Albany, NY — The Empire Center issued an analysis of the recently-released results of Math and English Language Arts achievement exams taken statewide last spring by students in grades 3-8, revealing the nature and extent of learning loss during the pandemic among New York schoolchildren. The report, issued just as the new Legislature convenes, analyzes the results of the first full administration of these annual exams to be conducted since the onset of the pandemic. 

Titled “Learning Loss in New York During the Pandemic”, the paper tracks how these latest achievement scores compare across school type, grade level, and geographic region. It also attempts to explain the factors driving the various results, and to interpret their significance.  

The most pronounced change in achievement occurred in math, where proficiency rates dropped sharply from 48.5 percent to 41.2 percent. The state assessment data reveals dramatic decline across grade levels. Proficiency in grades 3-5 declined from 50.4 percent to 42.5 percent, while in grades 6-8 it declined from 42.4 percent to 33.8 percent. 

Students statewide fared better in English, as the proportion of students whose scores reached the threshold of “proficient” in ticked up from 45.4 percent in 2019 to 46.6 percent in 2022. 

“Issued by the state education department after an inexcusably long delay, the test results provide critical data concerning the impact of pandemic-era schooling on New York’s students. As feared, much ground has been lost,” said Ian Kingsbury, adjunct policy fellow at the Empire Center and the paper’s author. “The results are a clarion call: Policymakers from the governor’s office down to each local school district must take action to enable students to recover lost learning and to remain on a trajectory to success. 

The full report can be read here.

The Empire Center, based in Albany, is an independent, not-for-profit, non-partisan think tank dedicated to promoting policies that can make New York a better place to live, work and raise a family.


WHAT YOU ARE ASKED TO DO | Go through the material line by line and tally those containing the string "List". Only the tally is wanted.

DATA EXTRACTS |

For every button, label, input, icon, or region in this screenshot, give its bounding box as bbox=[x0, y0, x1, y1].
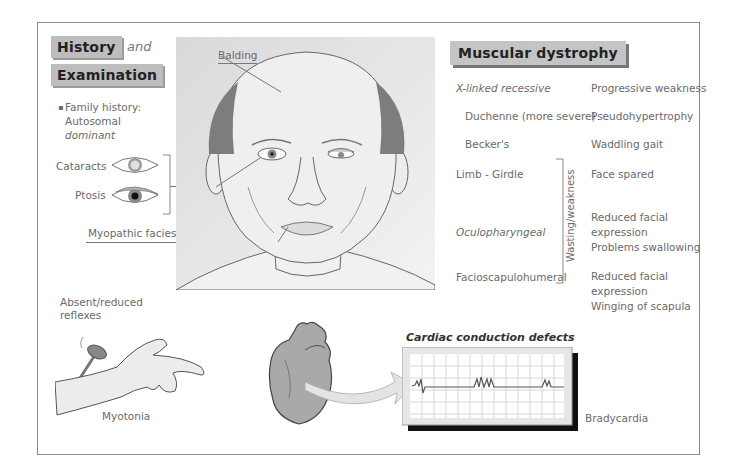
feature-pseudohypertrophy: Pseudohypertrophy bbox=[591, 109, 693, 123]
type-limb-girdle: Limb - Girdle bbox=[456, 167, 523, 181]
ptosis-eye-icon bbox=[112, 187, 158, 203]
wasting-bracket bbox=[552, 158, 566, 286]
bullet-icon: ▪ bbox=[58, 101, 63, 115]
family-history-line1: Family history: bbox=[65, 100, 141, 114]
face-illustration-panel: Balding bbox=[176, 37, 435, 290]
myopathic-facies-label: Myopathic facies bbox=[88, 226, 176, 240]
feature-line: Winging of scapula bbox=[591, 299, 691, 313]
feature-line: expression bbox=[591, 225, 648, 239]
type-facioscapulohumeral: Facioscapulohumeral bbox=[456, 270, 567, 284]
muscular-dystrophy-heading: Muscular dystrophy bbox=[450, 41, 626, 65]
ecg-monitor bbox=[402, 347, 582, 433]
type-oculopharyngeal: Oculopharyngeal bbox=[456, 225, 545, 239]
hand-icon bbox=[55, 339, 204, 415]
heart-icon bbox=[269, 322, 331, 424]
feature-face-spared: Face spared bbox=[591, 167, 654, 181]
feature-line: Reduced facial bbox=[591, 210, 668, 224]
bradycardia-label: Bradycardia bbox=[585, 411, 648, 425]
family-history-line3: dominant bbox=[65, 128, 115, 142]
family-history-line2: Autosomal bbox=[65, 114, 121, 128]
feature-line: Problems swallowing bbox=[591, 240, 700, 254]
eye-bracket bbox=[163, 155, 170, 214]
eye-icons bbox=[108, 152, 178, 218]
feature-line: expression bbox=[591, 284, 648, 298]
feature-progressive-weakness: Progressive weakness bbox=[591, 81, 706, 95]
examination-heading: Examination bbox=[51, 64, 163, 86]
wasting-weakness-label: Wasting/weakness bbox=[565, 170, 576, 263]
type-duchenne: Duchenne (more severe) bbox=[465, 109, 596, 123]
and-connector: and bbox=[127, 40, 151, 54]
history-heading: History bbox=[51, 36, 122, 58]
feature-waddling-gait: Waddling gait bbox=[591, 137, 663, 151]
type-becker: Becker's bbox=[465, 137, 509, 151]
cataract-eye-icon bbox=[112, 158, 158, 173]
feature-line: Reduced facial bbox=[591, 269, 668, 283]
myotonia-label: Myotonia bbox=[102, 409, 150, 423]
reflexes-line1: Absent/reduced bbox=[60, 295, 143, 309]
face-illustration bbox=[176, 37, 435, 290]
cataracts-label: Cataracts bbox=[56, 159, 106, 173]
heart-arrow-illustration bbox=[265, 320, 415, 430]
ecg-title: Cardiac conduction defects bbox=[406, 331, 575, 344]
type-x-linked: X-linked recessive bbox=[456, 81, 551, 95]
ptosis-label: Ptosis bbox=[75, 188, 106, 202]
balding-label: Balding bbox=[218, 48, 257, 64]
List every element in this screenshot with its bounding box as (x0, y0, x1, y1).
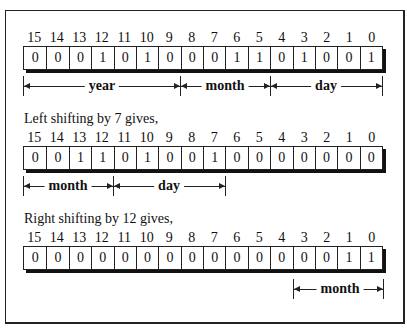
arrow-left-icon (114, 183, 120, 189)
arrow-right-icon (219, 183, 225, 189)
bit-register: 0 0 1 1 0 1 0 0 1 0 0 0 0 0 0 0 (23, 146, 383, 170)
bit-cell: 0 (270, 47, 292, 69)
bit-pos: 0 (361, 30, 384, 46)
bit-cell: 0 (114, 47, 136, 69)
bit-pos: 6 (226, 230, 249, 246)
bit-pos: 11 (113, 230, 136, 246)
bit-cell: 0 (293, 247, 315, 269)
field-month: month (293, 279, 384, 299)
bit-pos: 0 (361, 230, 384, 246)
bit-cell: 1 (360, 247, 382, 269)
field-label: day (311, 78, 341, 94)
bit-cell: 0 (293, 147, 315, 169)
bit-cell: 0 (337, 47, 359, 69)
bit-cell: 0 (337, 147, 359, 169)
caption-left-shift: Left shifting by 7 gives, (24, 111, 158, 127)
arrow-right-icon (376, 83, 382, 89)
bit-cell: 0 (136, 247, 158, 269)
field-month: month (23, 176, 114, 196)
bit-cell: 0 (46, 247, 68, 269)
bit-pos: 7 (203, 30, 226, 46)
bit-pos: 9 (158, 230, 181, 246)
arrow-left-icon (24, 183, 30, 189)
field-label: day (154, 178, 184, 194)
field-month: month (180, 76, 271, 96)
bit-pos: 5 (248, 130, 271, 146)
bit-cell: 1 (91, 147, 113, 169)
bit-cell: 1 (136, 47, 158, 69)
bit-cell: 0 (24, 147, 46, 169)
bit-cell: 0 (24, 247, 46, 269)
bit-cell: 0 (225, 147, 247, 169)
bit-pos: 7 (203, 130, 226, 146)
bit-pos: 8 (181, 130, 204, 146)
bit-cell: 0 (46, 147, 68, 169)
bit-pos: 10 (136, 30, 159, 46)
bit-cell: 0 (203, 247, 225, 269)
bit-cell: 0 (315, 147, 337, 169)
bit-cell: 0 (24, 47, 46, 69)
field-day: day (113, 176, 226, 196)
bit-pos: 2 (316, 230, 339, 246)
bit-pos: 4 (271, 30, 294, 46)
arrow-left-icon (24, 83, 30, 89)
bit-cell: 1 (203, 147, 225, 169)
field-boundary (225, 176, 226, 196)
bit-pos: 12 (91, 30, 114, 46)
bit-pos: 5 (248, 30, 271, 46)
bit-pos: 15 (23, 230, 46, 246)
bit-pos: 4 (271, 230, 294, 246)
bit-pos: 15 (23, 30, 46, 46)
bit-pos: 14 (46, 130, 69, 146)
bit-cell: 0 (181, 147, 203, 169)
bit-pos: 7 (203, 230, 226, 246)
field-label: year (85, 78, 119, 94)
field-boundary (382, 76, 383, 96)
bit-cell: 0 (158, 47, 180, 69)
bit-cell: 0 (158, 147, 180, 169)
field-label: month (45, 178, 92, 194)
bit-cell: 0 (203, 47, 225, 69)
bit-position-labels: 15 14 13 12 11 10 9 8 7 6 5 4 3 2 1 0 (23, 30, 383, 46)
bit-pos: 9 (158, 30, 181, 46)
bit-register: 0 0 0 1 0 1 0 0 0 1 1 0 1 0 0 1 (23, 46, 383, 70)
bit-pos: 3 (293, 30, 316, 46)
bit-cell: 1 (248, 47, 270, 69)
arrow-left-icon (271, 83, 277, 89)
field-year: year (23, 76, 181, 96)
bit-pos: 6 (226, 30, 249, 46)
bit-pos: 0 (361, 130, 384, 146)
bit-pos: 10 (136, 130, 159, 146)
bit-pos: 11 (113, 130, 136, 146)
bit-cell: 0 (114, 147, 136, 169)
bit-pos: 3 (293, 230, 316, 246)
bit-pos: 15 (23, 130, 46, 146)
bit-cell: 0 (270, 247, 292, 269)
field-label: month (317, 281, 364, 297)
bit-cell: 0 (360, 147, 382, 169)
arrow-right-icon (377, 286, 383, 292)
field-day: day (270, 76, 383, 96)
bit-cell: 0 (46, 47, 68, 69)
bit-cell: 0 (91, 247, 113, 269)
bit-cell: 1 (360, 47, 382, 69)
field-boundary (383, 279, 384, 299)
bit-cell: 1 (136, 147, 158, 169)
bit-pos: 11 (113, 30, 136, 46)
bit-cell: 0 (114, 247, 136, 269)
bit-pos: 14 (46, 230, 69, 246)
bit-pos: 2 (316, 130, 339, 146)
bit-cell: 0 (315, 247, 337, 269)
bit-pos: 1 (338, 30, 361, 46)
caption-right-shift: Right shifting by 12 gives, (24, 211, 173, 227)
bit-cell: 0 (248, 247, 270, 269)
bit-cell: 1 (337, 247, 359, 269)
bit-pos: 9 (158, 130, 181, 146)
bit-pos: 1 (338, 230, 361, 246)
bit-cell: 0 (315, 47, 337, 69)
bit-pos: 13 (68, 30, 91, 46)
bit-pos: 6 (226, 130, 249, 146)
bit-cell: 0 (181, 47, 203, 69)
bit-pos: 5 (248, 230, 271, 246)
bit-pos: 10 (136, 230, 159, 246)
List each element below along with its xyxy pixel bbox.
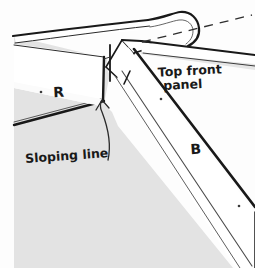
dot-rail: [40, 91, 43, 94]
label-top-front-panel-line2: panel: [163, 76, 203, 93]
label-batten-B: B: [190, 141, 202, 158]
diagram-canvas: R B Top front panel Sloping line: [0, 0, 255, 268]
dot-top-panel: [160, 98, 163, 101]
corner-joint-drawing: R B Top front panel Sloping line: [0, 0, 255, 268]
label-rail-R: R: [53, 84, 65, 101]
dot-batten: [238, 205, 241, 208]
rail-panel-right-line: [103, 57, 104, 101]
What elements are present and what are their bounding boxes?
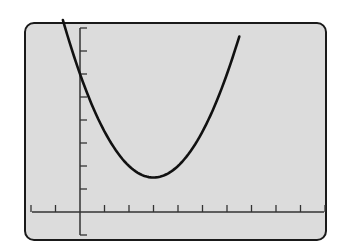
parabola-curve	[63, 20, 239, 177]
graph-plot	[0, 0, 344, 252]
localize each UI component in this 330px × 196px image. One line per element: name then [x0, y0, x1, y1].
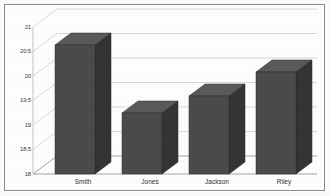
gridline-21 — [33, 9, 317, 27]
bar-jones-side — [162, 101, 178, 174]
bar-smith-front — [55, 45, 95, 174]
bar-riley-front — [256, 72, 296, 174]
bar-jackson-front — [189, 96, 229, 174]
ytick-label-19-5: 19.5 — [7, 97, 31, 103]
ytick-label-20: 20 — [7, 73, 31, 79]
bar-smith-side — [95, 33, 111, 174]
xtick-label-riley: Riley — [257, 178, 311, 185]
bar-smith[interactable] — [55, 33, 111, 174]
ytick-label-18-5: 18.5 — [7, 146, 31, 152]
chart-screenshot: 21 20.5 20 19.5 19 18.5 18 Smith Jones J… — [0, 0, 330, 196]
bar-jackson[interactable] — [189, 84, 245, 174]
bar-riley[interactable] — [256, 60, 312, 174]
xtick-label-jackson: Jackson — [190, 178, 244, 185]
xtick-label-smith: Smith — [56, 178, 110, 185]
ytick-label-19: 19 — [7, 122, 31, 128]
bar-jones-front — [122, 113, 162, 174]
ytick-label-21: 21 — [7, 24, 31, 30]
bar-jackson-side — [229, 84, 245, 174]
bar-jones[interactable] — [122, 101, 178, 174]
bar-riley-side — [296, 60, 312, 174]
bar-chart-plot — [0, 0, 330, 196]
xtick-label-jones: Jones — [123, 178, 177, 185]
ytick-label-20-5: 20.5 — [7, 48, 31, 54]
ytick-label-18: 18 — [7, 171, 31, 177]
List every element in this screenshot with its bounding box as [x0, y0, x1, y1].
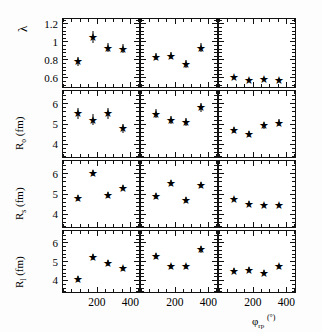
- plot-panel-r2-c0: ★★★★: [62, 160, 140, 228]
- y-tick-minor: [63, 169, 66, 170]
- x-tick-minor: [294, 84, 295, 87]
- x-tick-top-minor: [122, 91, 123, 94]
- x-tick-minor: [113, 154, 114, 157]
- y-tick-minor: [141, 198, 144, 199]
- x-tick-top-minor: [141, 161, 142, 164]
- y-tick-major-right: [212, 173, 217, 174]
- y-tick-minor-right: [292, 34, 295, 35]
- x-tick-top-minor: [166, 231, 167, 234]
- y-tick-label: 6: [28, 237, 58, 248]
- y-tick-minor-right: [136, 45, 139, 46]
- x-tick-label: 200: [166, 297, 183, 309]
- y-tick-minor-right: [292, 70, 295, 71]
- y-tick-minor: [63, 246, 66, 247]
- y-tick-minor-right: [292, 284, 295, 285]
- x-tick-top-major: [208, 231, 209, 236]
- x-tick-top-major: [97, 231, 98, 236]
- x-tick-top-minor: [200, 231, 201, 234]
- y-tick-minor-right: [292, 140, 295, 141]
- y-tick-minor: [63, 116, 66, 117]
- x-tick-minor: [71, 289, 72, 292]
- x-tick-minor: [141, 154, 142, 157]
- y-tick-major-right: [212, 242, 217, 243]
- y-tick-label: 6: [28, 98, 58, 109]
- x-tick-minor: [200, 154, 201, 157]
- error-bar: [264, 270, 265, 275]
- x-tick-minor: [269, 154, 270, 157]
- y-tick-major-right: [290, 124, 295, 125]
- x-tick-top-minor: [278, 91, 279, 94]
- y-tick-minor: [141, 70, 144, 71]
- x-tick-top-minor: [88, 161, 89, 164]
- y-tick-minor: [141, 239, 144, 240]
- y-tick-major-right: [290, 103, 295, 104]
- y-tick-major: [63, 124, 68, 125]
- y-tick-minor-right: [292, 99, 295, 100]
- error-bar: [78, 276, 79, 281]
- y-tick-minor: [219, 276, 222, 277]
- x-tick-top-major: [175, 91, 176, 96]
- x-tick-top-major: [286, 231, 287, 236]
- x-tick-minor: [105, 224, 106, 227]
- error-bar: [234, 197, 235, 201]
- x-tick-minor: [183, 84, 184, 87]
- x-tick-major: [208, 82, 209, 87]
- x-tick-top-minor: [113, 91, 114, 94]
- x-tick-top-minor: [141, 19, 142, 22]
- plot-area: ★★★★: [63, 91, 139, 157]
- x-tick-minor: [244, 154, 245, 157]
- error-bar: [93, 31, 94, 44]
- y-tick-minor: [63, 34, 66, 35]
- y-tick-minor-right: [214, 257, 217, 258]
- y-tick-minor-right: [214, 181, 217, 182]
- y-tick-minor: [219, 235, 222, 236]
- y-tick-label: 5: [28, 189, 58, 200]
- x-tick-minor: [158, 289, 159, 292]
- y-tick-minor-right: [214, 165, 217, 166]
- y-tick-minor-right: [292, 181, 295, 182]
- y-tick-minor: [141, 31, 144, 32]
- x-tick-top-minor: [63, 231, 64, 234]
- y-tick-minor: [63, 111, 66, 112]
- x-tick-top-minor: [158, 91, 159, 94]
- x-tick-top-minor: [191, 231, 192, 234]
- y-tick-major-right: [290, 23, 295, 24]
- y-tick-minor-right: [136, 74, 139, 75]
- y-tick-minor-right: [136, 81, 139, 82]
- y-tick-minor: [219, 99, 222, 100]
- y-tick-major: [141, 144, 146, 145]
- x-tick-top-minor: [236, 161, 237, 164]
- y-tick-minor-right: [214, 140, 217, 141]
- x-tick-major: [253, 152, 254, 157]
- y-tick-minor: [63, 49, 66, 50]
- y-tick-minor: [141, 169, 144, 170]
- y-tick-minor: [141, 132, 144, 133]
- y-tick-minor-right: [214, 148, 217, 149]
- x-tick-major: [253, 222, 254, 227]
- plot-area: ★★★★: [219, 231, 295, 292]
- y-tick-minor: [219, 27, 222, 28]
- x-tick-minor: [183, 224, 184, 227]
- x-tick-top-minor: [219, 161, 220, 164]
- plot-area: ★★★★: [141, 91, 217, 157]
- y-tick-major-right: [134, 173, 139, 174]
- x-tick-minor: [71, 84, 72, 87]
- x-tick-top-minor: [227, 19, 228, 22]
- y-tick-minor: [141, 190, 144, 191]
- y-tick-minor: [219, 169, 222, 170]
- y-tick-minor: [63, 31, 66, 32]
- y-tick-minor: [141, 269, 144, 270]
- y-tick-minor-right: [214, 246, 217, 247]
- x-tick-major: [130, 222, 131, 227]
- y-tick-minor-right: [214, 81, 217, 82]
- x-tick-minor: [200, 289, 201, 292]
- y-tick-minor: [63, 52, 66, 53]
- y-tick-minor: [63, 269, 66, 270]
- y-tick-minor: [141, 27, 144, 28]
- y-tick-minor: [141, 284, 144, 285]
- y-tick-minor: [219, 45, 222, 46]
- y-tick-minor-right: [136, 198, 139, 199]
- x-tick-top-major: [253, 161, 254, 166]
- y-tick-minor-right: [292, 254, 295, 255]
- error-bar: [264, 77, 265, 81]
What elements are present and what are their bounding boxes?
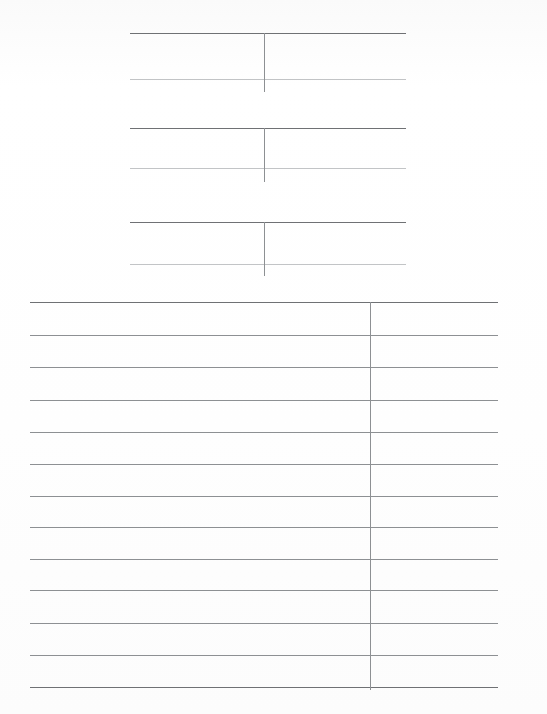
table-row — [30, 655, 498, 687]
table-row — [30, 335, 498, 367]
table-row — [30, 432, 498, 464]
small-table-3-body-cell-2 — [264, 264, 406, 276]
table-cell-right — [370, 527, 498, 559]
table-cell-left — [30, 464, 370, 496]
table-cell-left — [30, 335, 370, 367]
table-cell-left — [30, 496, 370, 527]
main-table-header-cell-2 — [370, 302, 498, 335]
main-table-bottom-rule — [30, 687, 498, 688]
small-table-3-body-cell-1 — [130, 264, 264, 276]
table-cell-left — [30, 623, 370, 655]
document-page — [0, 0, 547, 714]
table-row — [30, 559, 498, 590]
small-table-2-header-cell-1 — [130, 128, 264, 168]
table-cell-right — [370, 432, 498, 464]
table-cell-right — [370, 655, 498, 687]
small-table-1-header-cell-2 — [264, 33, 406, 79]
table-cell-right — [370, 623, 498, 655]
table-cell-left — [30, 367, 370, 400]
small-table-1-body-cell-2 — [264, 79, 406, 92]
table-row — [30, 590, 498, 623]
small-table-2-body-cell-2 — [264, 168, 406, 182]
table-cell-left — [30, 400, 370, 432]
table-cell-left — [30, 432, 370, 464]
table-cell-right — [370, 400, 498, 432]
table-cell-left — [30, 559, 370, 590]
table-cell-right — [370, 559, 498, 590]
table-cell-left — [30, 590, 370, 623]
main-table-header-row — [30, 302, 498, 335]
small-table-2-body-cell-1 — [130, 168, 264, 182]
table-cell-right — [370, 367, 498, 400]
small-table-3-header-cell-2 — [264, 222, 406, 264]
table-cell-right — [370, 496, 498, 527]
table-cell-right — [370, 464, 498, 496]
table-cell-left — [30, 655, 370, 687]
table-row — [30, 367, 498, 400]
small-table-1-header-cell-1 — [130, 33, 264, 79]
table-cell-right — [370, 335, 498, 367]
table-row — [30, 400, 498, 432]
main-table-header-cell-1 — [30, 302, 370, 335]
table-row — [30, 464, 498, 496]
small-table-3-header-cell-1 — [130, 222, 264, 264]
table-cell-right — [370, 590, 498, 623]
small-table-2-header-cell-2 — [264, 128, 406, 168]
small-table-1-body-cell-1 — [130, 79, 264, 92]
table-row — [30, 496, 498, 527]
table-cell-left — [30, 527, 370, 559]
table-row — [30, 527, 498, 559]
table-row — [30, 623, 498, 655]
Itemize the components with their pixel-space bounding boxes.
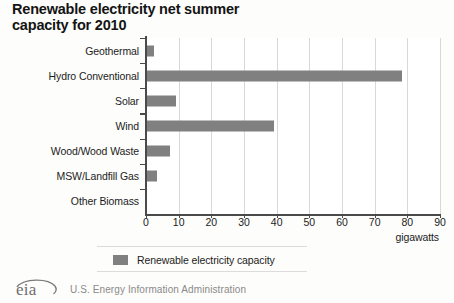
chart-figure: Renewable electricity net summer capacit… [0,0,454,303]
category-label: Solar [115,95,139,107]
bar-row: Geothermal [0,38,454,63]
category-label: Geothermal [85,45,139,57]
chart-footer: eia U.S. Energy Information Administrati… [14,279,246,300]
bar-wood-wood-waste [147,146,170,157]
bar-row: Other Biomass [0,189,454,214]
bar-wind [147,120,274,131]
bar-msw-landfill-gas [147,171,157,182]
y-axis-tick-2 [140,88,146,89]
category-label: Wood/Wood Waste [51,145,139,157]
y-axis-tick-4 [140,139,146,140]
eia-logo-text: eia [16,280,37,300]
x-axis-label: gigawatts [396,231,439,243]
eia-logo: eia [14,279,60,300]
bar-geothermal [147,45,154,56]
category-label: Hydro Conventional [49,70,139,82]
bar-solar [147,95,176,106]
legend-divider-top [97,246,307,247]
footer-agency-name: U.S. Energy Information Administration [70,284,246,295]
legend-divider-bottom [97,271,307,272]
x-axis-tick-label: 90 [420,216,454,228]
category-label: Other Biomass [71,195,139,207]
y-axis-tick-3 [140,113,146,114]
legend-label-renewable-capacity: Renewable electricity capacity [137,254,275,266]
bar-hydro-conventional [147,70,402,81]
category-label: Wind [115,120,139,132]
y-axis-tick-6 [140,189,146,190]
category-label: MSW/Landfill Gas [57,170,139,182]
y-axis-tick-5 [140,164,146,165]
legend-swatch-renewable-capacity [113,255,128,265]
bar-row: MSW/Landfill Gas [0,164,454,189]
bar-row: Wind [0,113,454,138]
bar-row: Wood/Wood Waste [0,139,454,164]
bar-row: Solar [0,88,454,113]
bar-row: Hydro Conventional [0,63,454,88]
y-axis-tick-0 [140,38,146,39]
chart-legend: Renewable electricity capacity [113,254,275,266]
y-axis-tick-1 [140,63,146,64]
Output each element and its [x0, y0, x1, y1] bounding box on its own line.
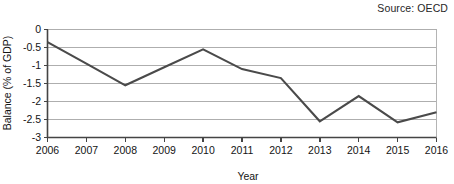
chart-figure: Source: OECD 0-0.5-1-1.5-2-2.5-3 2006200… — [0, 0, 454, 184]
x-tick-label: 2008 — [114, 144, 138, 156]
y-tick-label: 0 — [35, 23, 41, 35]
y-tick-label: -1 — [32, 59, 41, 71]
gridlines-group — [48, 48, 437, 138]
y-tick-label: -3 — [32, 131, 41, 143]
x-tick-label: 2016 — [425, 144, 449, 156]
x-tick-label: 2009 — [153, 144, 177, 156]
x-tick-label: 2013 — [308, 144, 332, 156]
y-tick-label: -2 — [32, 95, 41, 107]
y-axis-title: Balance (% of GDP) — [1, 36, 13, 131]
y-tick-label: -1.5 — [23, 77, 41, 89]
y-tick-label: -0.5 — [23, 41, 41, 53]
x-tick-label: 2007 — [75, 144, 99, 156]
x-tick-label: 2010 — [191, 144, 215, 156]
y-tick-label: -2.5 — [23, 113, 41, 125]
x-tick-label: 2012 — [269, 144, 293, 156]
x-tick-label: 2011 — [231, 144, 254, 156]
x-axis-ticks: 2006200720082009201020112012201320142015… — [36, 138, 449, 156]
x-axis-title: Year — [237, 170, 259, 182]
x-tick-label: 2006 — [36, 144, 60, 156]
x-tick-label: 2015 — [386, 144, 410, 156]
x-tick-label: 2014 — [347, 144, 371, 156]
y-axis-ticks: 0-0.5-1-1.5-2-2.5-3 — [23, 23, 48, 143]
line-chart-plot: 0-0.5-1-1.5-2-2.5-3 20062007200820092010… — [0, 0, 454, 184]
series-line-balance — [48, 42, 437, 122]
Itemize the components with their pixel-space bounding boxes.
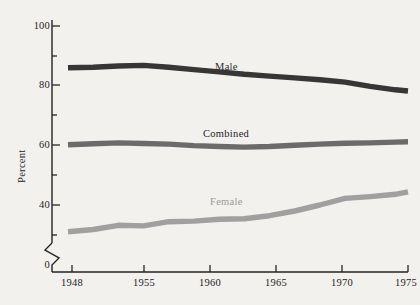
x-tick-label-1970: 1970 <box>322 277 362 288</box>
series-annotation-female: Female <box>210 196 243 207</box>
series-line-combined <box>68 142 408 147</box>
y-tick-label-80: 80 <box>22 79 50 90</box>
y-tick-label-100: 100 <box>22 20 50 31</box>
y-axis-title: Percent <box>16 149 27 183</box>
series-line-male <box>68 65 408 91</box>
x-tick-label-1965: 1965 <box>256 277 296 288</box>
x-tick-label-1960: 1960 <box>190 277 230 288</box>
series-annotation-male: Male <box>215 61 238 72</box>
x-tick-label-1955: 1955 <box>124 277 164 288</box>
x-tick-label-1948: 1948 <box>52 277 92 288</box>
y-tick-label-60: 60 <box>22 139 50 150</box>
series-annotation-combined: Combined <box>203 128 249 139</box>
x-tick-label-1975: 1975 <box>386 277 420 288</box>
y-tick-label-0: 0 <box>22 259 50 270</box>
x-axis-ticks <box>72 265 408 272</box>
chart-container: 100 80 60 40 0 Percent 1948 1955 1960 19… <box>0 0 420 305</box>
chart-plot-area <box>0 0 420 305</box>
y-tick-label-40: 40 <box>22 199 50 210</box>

SOLUTION TO THE EXERCISE | 3